Brazilian photographer Miguel Rio Branco's self-titled monograph (Aperture, $45) finds the world splashed with luscious color and light, bloody but unbowed. His speciality is beauty in extremisvisceral pictures of the slaughterhouse, the whorehouse, and the boxing ring that are theatrical, disturbing, exciting, and often bathed in hellish reds or lost in inky shadows. Bodies gleam with sweat and a funky eroticism; passion simmers and sours. Rio Branco, passing no judgments, takes us inside the end of the world and stuns us with its ugly brilliance.
Ferdinando Scianna, a Sicilian-born Magnum photographer with a long history in European photojournalism, offers up an entirely different view of life on the margins in To Sleep, Perchance To Dream (Phaidon, $29.95). In pictures taken over the course of 30 years, Scianna spys on people (and a few animals) sleeping, nearly always in public: on trains, subways, church steps, park benches, tables, the sidewalkany place a weary body can rest. The resulting accumulation, at first gimmicky, is surprisingly moving. All these figurescrumpled, defenseless, sexycaught in total surrender to sleep and to our gaze arouse first an uneasy voyeurism, then tender benevolence. We watch over them; we wish them peace.
Helmut Newton snaps us back to cool with a barrage of bracingly insolent fashion photos made between 1956 and 1998. Compiled in the 543 pages of Pages From the Glossies (Scalo, $75), they are a stylist's treasure trove, a fetishist's dream, and make up the most valuable and fascinating fashion book of the year. The concept is simple but unprecedented: reproduce the best spreads, sequences, and covers from Newton's years with French, Italian, and American Vogue, Elle, Nova, Queen, etc., and let the record speak for itself (with a few sly comments from Newton). Virtually from the beginning, Newton courted controversy, and by the mid '70s, that's what he was expected to deliver, even if much of it looks almost quaint in retrospect. But what stands out in the midst of all this flesh and fantasy is the aggressive strength of his women. "My girls are always victorious," he's said, and they stride through these pages like superwomen, Venuses in furs. No question, Newton is still their master puppeteer, but in his hothouse scenarios he gives them a power few women in Vogue get to wield.
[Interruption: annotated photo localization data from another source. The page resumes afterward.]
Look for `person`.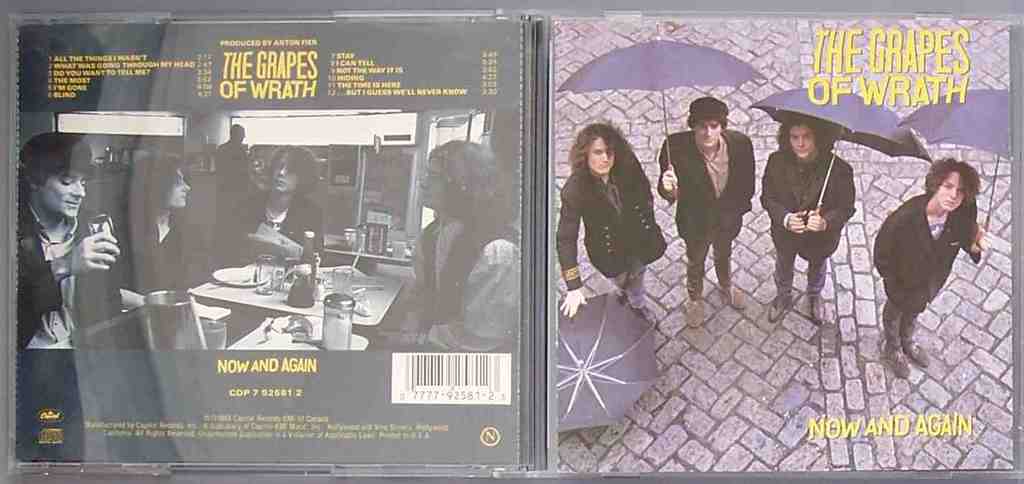
Found: {"x1": 21, "y1": 125, "x2": 127, "y2": 318}.
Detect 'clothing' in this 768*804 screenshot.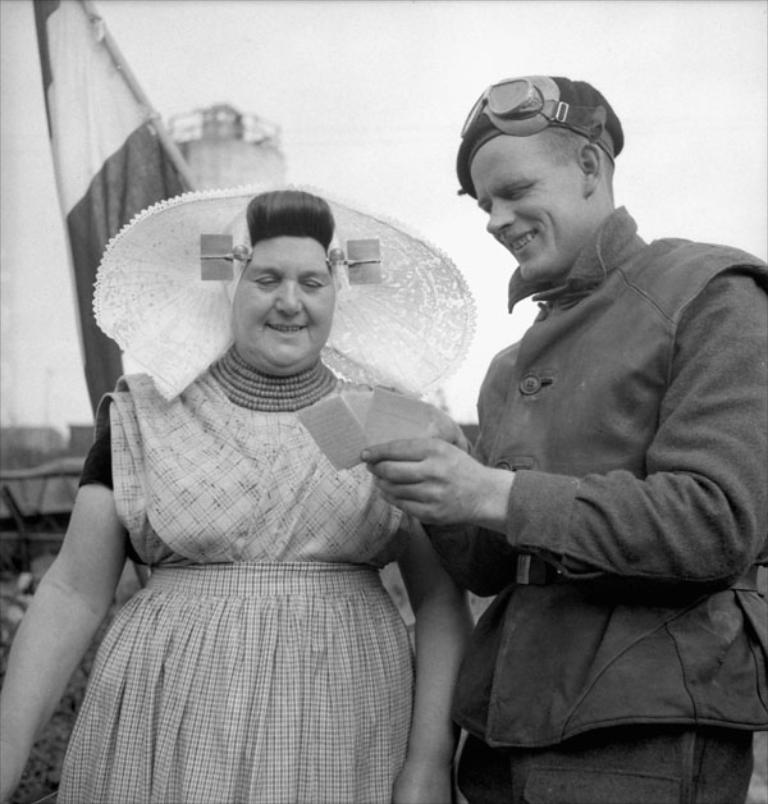
Detection: {"left": 40, "top": 289, "right": 468, "bottom": 763}.
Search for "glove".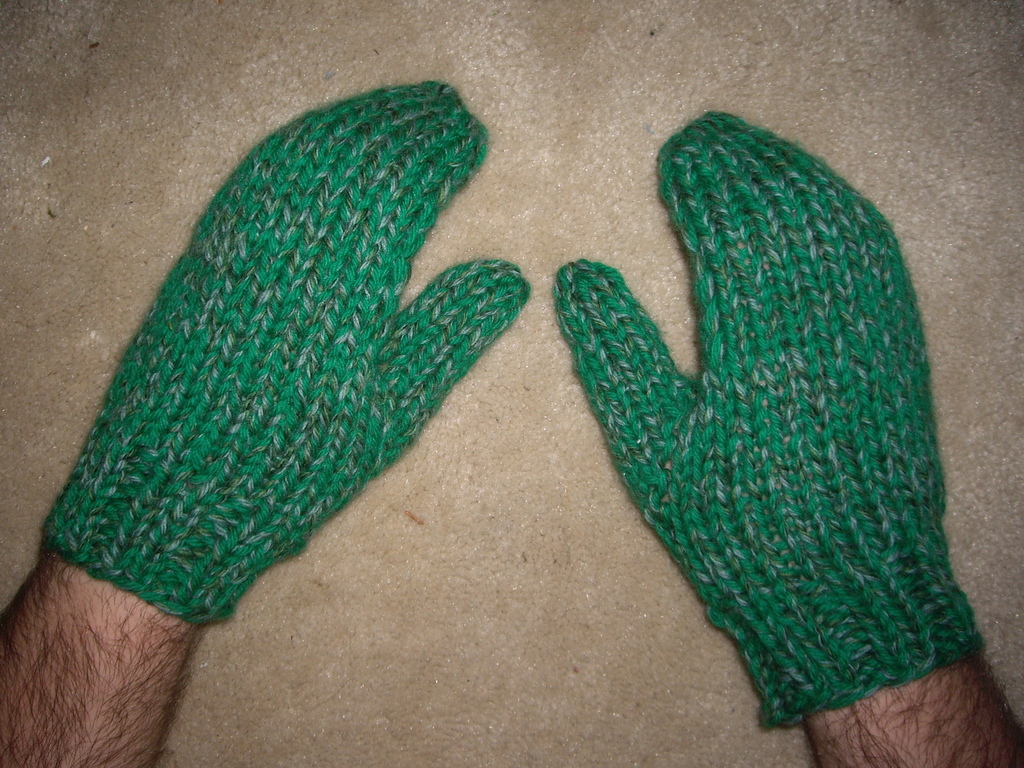
Found at [left=46, top=79, right=535, bottom=631].
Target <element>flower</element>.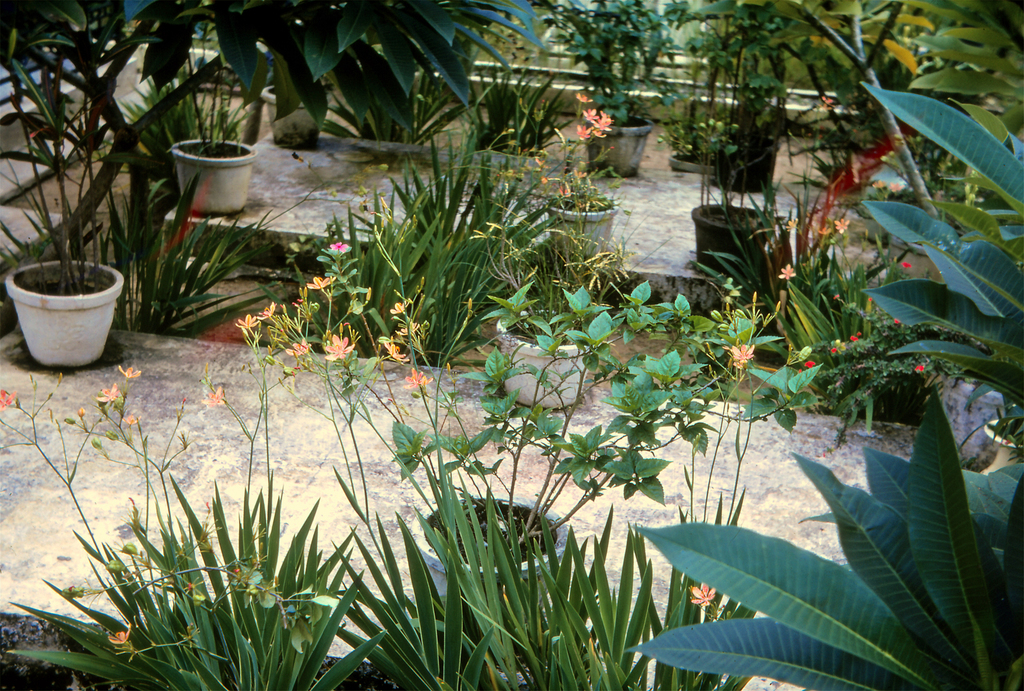
Target region: (108,621,130,643).
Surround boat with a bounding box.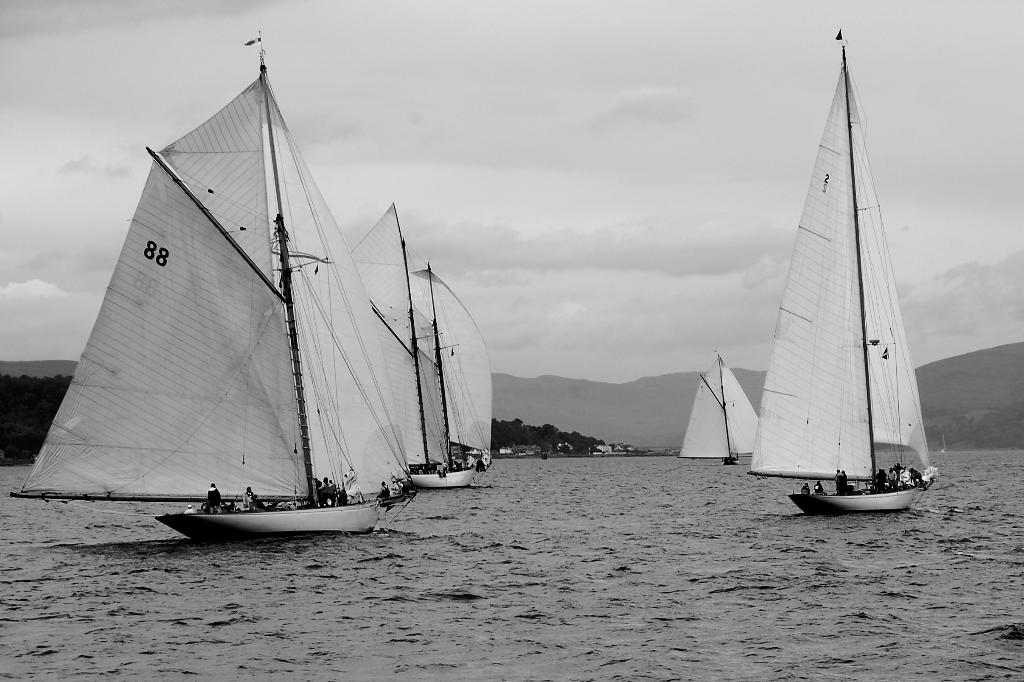
<box>750,33,936,518</box>.
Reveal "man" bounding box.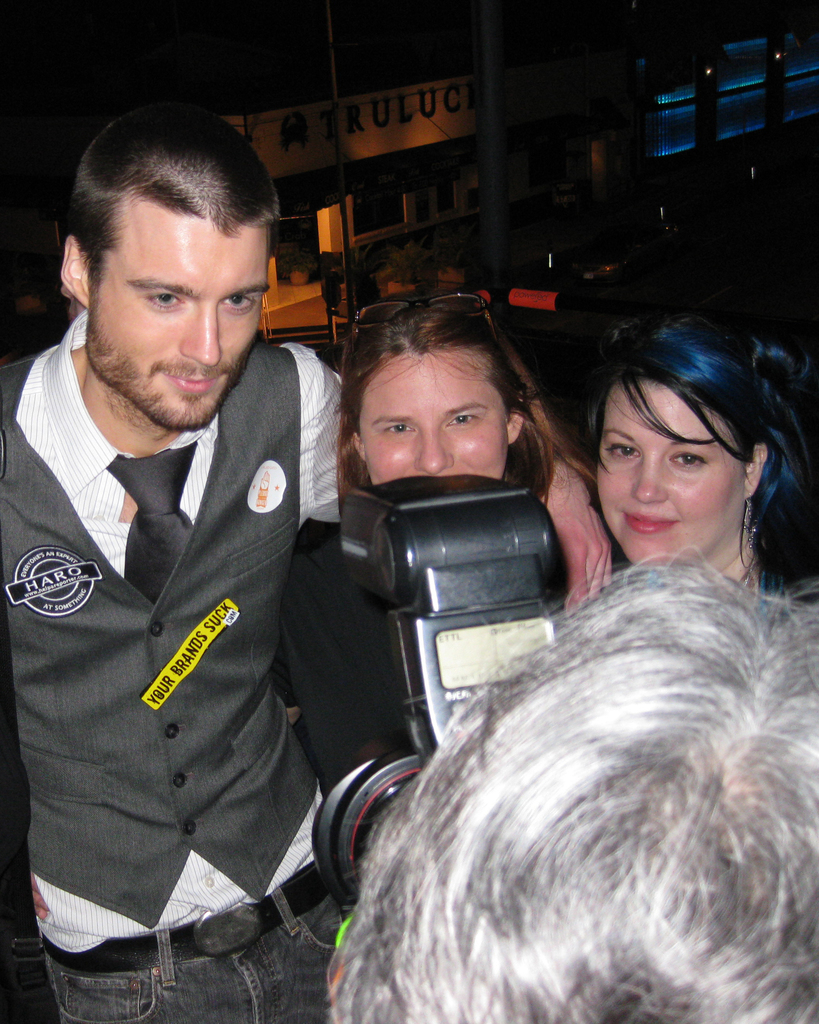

Finally, there's the world of music captured within the pages of Lee Friedlander's American Musicians (D.A.P., $49.95), another generously compendious book whose 515 black-and-white and color images practically sing. Made primarily in the late '50s and '60s when Friedlander was working for Atlantic Records, these are publicity photos, album covers, and performance shots of rare substance and strength. If they give few hints of the stylistic disjunction Friedlander brought into play in his personal work from the same period (see the recently reissued Self Portrait, also from D.A.P., $35), they're marvels of sympathetic portraituremoody, quirky, and effortlessly telling. Unlike so much dated memorabilia, they're neither nostalgic nor campy. Friedlander's musiciansincluding Aretha Franklin, Ornette Coleman, Sarah Vaughan, Tammy Wynette, John Coltrane, and countless othersare vital, fully fleshed. "You know, it's amazing," Ruth Brown says in a lively interview here, "how you can look at pictures, even of strangers, and see someone you know." Tell me about it.